Students testing limits of turnitin
Universities, catching on to the sheer amounts of plagiarism going on in Academia, had been asking students to submit their papers and dissertations through programs like ‘Turnitin’ which checks the ‘work’ for any tell-tale signs of copy pasting or wikipedia-ing.
But against all odds, students are proving that despite the quantities of booze consumed on a daily basis to cope with the stress of a 10-hour week, some of their frazzled brain cells remain alive, and even capable of coming up with sophisticated ways of beating the system.

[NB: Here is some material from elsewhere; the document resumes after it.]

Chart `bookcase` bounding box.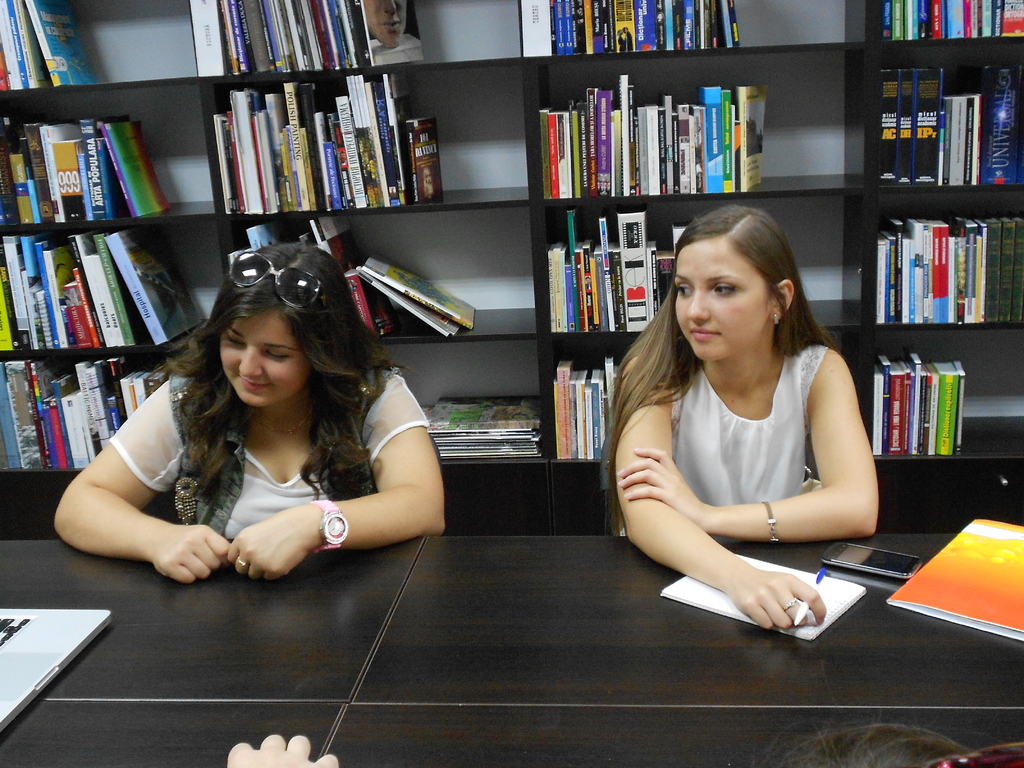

By sophisticated, we mean the devious degree seekers use Microsoft Word’s thesaurus option to change words and sentence structure around a bit before resubmitting their coursework to the program to see if it still picks up any trace of plagarism. Sounds like pure dedication and hard work to us.
Cranfield University was the first to take issue with the phenomenon, writing a new rulebook that decreed that students could only submit papers through Turnitin once, meaning they’d have to be much more thorough with the use of thesaurus before hand.
IPBiz notes that, at some point, the effort in re-casting old work will exceed the effort required for new work.
But perhaps Mike Masnick would call the re-casting a firm of collaboration.
Note also:
But other academics have leapt to the students’ defence, with some going as far as to plagarise a paper to be presented at the Third International Plagiarism Conference at Northumbria University (we were invited) calling for restrictions on Turnitin’s use to be lifted immediately.
***Separately, on the concept of reviewing things -->
Peer-to-patent reported: Peer-to-Patent attracted more than 2,000 peer reviewers. The first 23 office actions issued during the pilot phase showed use of Peer-to-Patent submitted prior art in nine rejections.
From the detailed report:
Of those 23 applications, in nine cases (1 GE, 2 HP, 1 IBM, 1 Intension, 2 Microsoft, 1 Sun, 1 Yahoo!), the USPTO relied
directly on submissions by eight public members of the Peer-to-Patent project to issue final or non-final rejections of the application. In two cases (1 Intel, 1 Sun), the USPTO relied indirectly on Peer-to-Patent submitted prior art. In at
least one case, the examiner made and mailed his determination prior to reviewing the Peer-to-Patent submission.1
From a comparison of the Information Disclosure Statements, identifying references submitted by the inventor and
references submitted by the public via Peer-to-Patent, examiners seem to be more than twice as likely to use a Peer-
to-Patent-submitted reference than an applicant-submitted reference.
The peer-to-patent report misrepresented the concept of "material":
For example, in a GE application (20070174746) on “Tuning Core Voltages of Processors,” the Peer-to-Patent public
cited 3 references, while the applicant cited 10 references. The examiner used 1 reference each from the Peer-to-Pat-
ent project and the applicant in rejecting the claims for lack of novelty and non-obviousness. In other words, for this
application, 1/3 of Peer-to-Patent references were found to be material to the claims, and 1/10 of applicant references
were found to be material.
There was discussion of patent vs. non-patent prior art: In the examination of the first 40 Peer-to-Patent applications, peer reviewers cited non-patent prior art literature 55
percent of the time. In contrast, applicant references for the same patent applications cite non-patent prior art litera-
ture 14 percent of the time. The examiners’ own searches are even narrower. Bhaven Sampat, a professor at Columbia
University and co-author of the article “What To Do About Bad Patents”, states that patent examiners are only citing
non-patent prior art 10 percent of the time. In a recent study of 502,687 utility patents, examiners were found to account
for 41 percent of the citations to previous U.S. patents but only 10 percent of references to non-patent prior art in the
issued patent.
Also note: As with Wikipedia, where the visitor count far exceeds the number of editors who actually write the encyclopedia
entries, only 365 (18 percent) of the 2,000 peer reviewers who have registered on the Peer-to-Patent Web site are
considered to be “active” participants who did the work of submitting prior art in connection with the public review of
the first 40 applications. (...) Of the 365, 104 came from IBM (...) The survey results indicated that all (100 percent) of the participants found the application understandable or easier than most patent applications. The applications were not difficult to read or understand.
***
Eli Kintisch, not known for accuracy in patent matters, wrote in Science in 2006 [Vol. 312. no. 5776, p. 982]:
In hopes of improving the quality of patents and reducing a backlog that this month topped 1 million applications, the U.S. Patent and Trademark Office is weighing an online pilot project to solicit public input on patent applications.
Not clear how peer-to-patent reduces backlog. Is that why the report (above) made the silly comment about "material"?